Treasury drops plan to cut allotments from parents

Israel Council for the Child reports Treasury drops objection to cutting child allotments for parents who refuse to immunize offspring.

Giving a vaccination injection shot 370 (R) (photo credit: Chaiwat Subprasom / Reuters)
Giving a vaccination injection shot 370 (R)
(photo credit: Chaiwat Subprasom / Reuters)
The Treasury has dropped its objection to cutting child allotments for parents who refuse to immunize their offspring against childhood diseases, the Israel Council for the Child reported in triumph on Monday.
The council strongly supports vaccinations but it has opposed – in three appeals to the High Court of Justice within four years – withholding allotments from families that oppose vaccinations for ideological or other reasons.
Council chairman Dr. Yitzhak Kadman said that it was “the wise men of the Treasury who in the 2009 Arrangements Law dreamed up the wrong idea of hurting children and child allotments as a punishment for parents who did not take their children for shots.”
Now, the Finance Ministry has changed its mind and cancelled the “harmful and unnecessary fine,” he said.
“It’s a shame,” he continued, “that only now has the Treasury decided to forgo its idea and to get its satisfaction in another, much more cruel way by cutting child allotments in a drastic way. The council supports vaccination as an effective and proven method for preventing disease and mortality and strengthening children’s health, but it’s better to advance vaccination rates – which in any case in Israel are among the highest in the world – through information and education and making the immunization service more accessible to all sectors, instead of futile plans to punish children and families by hitting them in their pockets.”
Kadman concluded that he hopes that all the money the Treasury meant to invest in mechanisms for the Health Ministry to report to the National Insurance Institute and back again will be invested in open educational campaigns for parents and making Tipat Halav wellbaby centers more accessible to all parts of the population.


__Exercise brief__
Look for the word "pixels" in the entries below, then copy every line that has it.

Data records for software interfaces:
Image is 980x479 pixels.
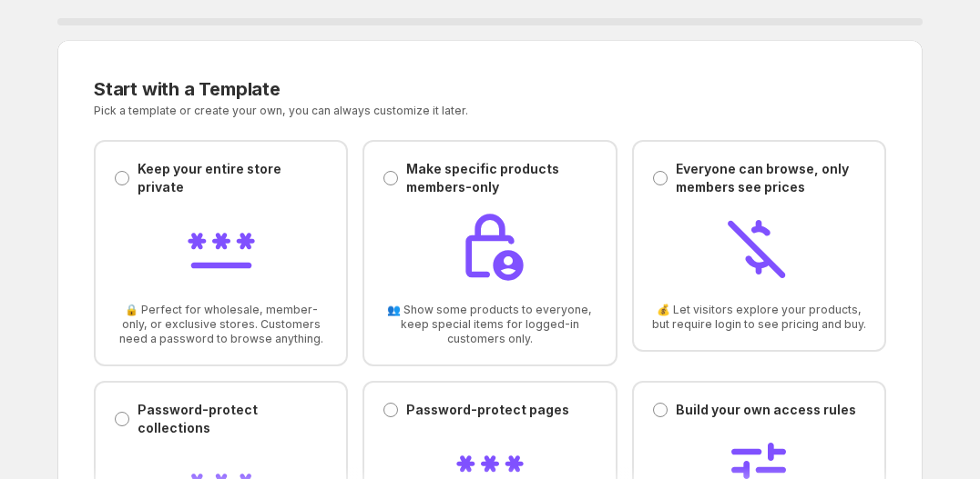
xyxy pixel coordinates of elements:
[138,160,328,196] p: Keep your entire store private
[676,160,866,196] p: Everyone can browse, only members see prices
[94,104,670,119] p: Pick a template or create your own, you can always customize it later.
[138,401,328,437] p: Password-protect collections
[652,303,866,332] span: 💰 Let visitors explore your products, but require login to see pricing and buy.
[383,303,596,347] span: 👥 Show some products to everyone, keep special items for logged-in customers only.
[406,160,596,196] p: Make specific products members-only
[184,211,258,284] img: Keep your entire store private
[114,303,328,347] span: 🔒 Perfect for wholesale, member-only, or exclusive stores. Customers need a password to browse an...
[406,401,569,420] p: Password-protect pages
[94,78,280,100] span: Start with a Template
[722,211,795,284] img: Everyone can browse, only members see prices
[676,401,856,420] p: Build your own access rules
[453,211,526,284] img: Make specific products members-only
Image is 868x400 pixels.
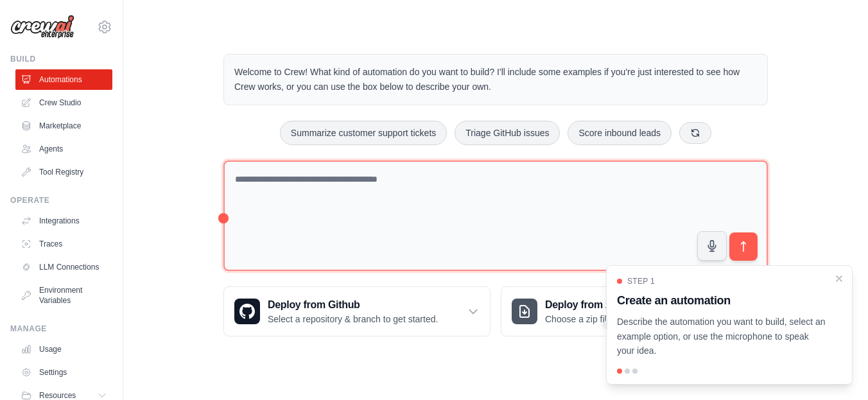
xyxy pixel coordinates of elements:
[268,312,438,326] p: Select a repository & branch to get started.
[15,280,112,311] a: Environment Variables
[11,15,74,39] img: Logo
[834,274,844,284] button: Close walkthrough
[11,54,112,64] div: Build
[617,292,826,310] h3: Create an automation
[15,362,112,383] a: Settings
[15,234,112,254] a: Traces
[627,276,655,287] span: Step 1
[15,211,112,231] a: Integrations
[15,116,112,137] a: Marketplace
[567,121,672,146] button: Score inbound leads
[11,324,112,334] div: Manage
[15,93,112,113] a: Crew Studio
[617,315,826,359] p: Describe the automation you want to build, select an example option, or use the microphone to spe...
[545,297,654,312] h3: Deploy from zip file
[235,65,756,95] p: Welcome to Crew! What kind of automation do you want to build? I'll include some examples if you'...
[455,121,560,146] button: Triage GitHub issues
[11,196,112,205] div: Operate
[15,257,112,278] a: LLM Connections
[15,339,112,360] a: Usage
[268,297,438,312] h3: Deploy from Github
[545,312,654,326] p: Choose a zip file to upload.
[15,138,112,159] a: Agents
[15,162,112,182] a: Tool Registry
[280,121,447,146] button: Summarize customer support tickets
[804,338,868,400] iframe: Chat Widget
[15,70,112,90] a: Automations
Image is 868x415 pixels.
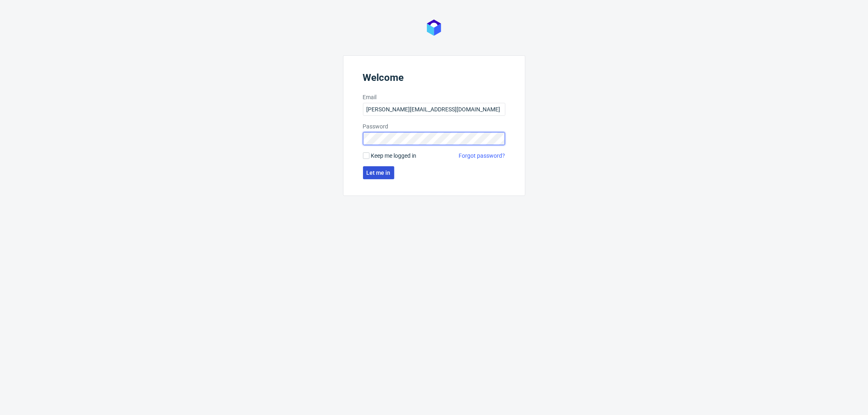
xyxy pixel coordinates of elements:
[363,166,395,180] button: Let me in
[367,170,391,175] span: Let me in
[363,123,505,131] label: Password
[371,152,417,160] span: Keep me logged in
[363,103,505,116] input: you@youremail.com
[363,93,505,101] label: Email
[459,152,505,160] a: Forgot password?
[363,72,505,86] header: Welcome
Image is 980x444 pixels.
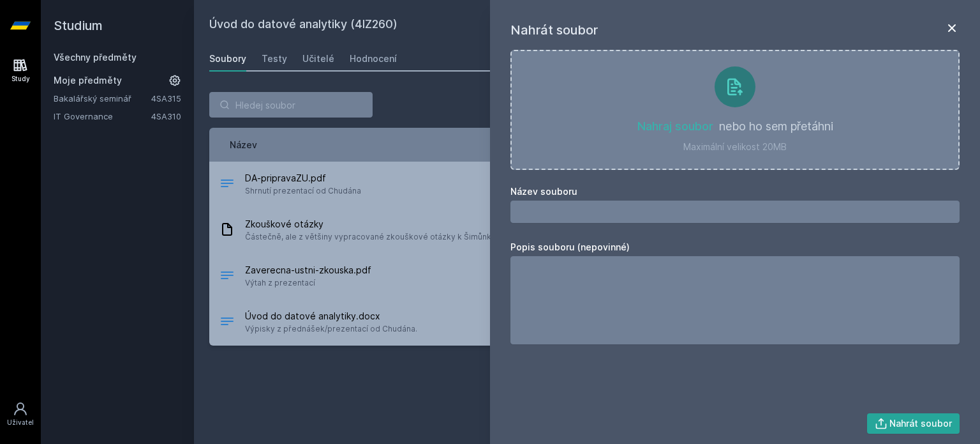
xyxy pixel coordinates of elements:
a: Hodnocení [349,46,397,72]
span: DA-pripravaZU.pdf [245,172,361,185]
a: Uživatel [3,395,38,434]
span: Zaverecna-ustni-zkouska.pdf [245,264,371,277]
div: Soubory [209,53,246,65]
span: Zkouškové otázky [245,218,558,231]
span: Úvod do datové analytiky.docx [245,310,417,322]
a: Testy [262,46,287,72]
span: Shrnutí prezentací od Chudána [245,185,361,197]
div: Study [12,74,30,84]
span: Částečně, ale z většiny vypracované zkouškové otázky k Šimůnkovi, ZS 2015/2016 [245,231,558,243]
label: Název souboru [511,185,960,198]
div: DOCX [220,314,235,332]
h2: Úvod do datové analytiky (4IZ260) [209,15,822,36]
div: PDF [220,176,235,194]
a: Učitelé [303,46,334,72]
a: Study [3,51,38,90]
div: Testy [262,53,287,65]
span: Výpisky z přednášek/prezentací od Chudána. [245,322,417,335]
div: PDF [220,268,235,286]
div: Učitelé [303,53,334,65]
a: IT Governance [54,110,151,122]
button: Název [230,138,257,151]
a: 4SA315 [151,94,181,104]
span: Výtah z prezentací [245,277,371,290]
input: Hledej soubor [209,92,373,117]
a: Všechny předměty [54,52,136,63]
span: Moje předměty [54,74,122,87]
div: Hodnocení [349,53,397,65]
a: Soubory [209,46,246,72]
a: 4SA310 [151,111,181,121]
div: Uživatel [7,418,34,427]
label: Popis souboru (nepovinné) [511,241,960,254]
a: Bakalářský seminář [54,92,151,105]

__Response below__
Image is 980x479 pixels.
Image is 868x400 pixels.
Image is 868x415 pixels.
Image is 980x444 pixels.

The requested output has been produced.